The Madonna is the source of a rich iconography that I reference in the images.  The emergence of the contemporary female jihadist as a suicide bomber in "Madonna Bomb" takes the idea of faith to an extreme, puzzling and troubling place--killing oneself for a belief.  Who is this woman combatant?  How does a belief, a yielding to faith, compel self-annihilation?
 




Riding the Crescent, 2010

Blood is Time
Blood Kin
Passing Strange

Celia Bland, Poet

 

 This project began with photographs i made  of  the blood from a slaughtered sheep collecting and coagulating in a tub, which I e-mailed to Celia.  Celia responded with a story in which  race, class and familial relations ride the "Carolina Crescent" and contours of blood.

               “Blood is Time” bears the distressed text of a young woman’s misadventures as she misses a train; “Blood Kin,” a climactic moment  in a Day’s Inn; and “Passing Strange”: riding the rails as she attempts to escape a past, pulsing like blood.  The scrawled lines of text mimic the vehicles of the girl’s travels -- corvette, taxi and train – veering along the byways of blood and race and sex. As one reads the fragmented phrases overlaying the bloodscape, one might imagine much-read maps of intersecting routes. Blood remembrance underlies this collaboration of text and image.  Blood, as the saying goes, always tells.

 

 



 The Lore Which Nature Brings, 2009

 Elisabeth Frost, Poet
 
 
In 'The Lore Which Nature Brings,' we contrast scientific and poetic ways of engaging birds' nests.  We ask how do science and poetry represent oppositional ways of interpreting nests, and how might we bridge (or at least comment on) these representational modes?  We contrast two tropes: specimen collection (engaging the nests as objects), and the highly subjective, sometimes sentimental, meditations and emotional projections that characterize much poetry about birds and their nests. On these fictional specimen pages the collected nests interact with an over-determined poetic subject.

 
           
 
Poetic Dialogue Project:  Arachne, 2008

 
Elisabeth Frost, Poet

 

 

Arachne, a series of five diptychs, is my first collaborative project with a poet.  Elisabeth Frost and I decided to allude to the style and conventions of collection and preservation, which have occupied me for many years in my work, and which dovetailed with Elisabeth’s interests in specialized language in poetry. We chose to work with spider webs as specimens. I used photographed  webs, hand-inked text, penciled notations, red-bordered labels, and a surface that ‘impersonates’ specimen paper with stains and imperfections. Elisabeth's text reflects descriptive taxonomy that is part of a preserved specimen, including genus, species, measurements, and Latin terminology. 
          
            We explore text and image as integral to one another, creating multiple dialogues:  between hand-writing as scientific notation and as poetic/lyric phrase; between hand-writing as trace (partially erased) and the web as visual/glyphic trace; and between scientific and lyric ways of understanding the phenomenon before us – including [in 0005], the myth of Arachne, whose acts of creation our work also honors.
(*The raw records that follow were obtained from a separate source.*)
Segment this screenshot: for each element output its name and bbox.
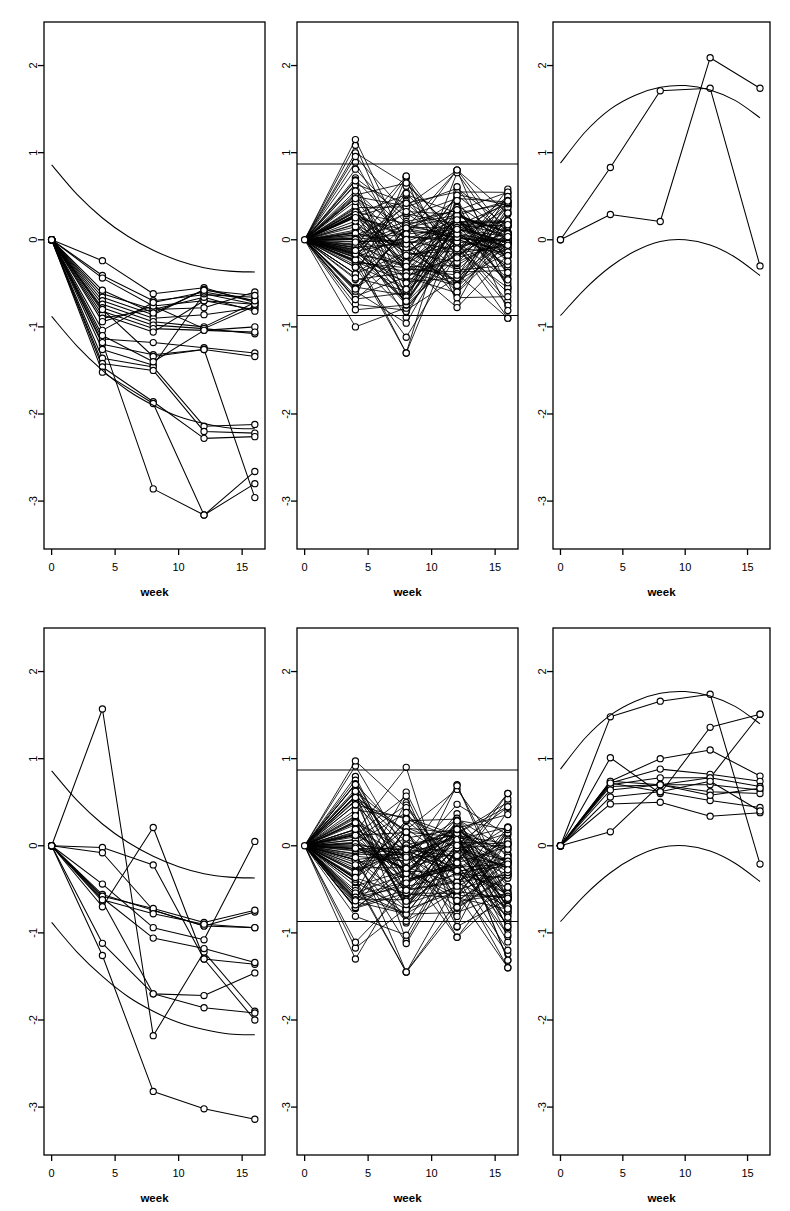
panel-bottom-middle: 210-1-2-3051015week xyxy=(267,622,526,1211)
data-point xyxy=(657,88,663,94)
data-point xyxy=(252,970,258,976)
y-tick-label: -1 xyxy=(27,322,39,332)
data-point xyxy=(505,234,511,240)
data-point xyxy=(352,215,358,221)
panel-top-left-svg: 210-1-2-3051015week xyxy=(14,16,273,611)
data-point xyxy=(201,937,207,943)
data-point xyxy=(454,913,460,919)
data-point xyxy=(49,843,55,849)
data-point xyxy=(201,1005,207,1011)
data-point xyxy=(403,816,409,822)
data-point xyxy=(352,188,358,194)
x-tick-label: 15 xyxy=(741,1167,753,1179)
y-tick-label: 1 xyxy=(280,150,292,156)
data-point xyxy=(99,850,105,856)
panel-top-left: 210-1-2-3051015week xyxy=(14,16,273,611)
data-point xyxy=(201,428,207,434)
data-point xyxy=(505,867,511,873)
data-point xyxy=(403,225,409,231)
data-point xyxy=(757,711,763,717)
y-tick-label: 0 xyxy=(536,237,548,243)
data-point xyxy=(352,939,358,945)
data-point xyxy=(252,481,258,487)
data-point xyxy=(454,217,460,223)
data-point xyxy=(454,246,460,252)
y-tick-label: -2 xyxy=(536,409,548,419)
x-tick-label: 0 xyxy=(302,1167,308,1179)
data-point xyxy=(757,861,763,867)
data-point xyxy=(505,932,511,938)
x-axis-title: week xyxy=(646,1192,676,1204)
y-tick-label: -3 xyxy=(536,1102,548,1112)
data-point xyxy=(302,237,308,243)
x-axis-title: week xyxy=(139,586,169,598)
data-point xyxy=(352,153,358,159)
data-point xyxy=(403,932,409,938)
data-point xyxy=(505,906,511,912)
data-point xyxy=(607,801,613,807)
data-point xyxy=(454,272,460,278)
data-point xyxy=(454,207,460,213)
data-point xyxy=(454,801,460,807)
x-tick-label: 5 xyxy=(620,1167,626,1179)
y-tick-label: -3 xyxy=(27,1102,39,1112)
data-point xyxy=(454,897,460,903)
y-tick-label: 1 xyxy=(27,756,39,762)
data-point xyxy=(352,196,358,202)
data-point xyxy=(505,884,511,890)
data-point xyxy=(352,854,358,860)
x-axis-title: week xyxy=(139,1192,169,1204)
y-tick-label: -2 xyxy=(280,409,292,419)
x-tick-label: 15 xyxy=(741,561,753,573)
data-point xyxy=(201,1106,207,1112)
data-point xyxy=(252,1010,258,1016)
data-point xyxy=(403,829,409,835)
y-tick-label: -2 xyxy=(536,1015,548,1025)
data-point xyxy=(201,305,207,311)
data-point xyxy=(454,826,460,832)
y-tick-label: -1 xyxy=(536,928,548,938)
data-point xyxy=(505,923,511,929)
x-tick-label: 10 xyxy=(426,1167,438,1179)
data-point xyxy=(49,237,55,243)
data-point xyxy=(707,747,713,753)
data-point xyxy=(505,895,511,901)
data-point xyxy=(657,218,663,224)
data-point xyxy=(352,898,358,904)
panel-top-middle-svg: 210-1-2-3051015week xyxy=(267,16,526,611)
data-point xyxy=(454,167,460,173)
data-point xyxy=(505,790,511,796)
data-point xyxy=(505,914,511,920)
y-tick-label: -3 xyxy=(27,496,39,506)
data-point xyxy=(403,286,409,292)
data-point xyxy=(505,242,511,248)
data-point xyxy=(454,197,460,203)
data-point xyxy=(505,824,511,830)
data-point xyxy=(201,287,207,293)
panel-top-right: 210-1-2-3051015week xyxy=(523,16,778,611)
data-point xyxy=(505,841,511,847)
data-point xyxy=(707,792,713,798)
data-point xyxy=(352,874,358,880)
data-point xyxy=(201,956,207,962)
data-point xyxy=(403,273,409,279)
data-point xyxy=(252,959,258,965)
x-axis-title: week xyxy=(392,586,422,598)
x-tick-label: 5 xyxy=(365,561,371,573)
y-tick-label: 1 xyxy=(27,150,39,156)
data-point xyxy=(454,852,460,858)
data-point xyxy=(252,353,258,359)
data-point xyxy=(99,287,105,293)
data-point xyxy=(201,327,207,333)
x-tick-label: 15 xyxy=(236,561,248,573)
y-tick-label: 2 xyxy=(27,668,39,674)
data-point xyxy=(99,940,105,946)
y-tick-label: -1 xyxy=(27,928,39,938)
data-point xyxy=(352,832,358,838)
data-point xyxy=(403,887,409,893)
data-point xyxy=(352,239,358,245)
data-point xyxy=(607,755,613,761)
data-point xyxy=(505,198,511,204)
y-tick-label: -1 xyxy=(280,322,292,332)
x-axis-title: week xyxy=(392,1192,422,1204)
                                                                                   
                                                                                                            
 
Montreal Danse:  Furies, 2008

Kathy Casey, Artistic Director
 
 
In conjunction with my retrospective exhibition, Field Notes, at Western Gallery in Bellingham, Washington, I was asked to work with Kathy Casey, Artistic Director of Montreal Danse, whose company was performingFuries Alpha 1/24 (The Monsters Within) in the gallery just prior to the opening of the show.  We wanted to find a way of visually and conceptually integrating the performance with the works on exhibit. To this end,  I altered existing photographic images in Photoshop to make large digital prints on tissue and kraft papers--"trash" that was installed in the entrance to the performance area and in the set, along with bones that I had collected over the years.  Sarah Clark-Langager, Director of Western Gallery, states, ". . .Kornberg's photographs and Montreal Danses' performance resonate with order and chaos, move back and forth along the lines of control and lack of control, and flutter between despair and hope."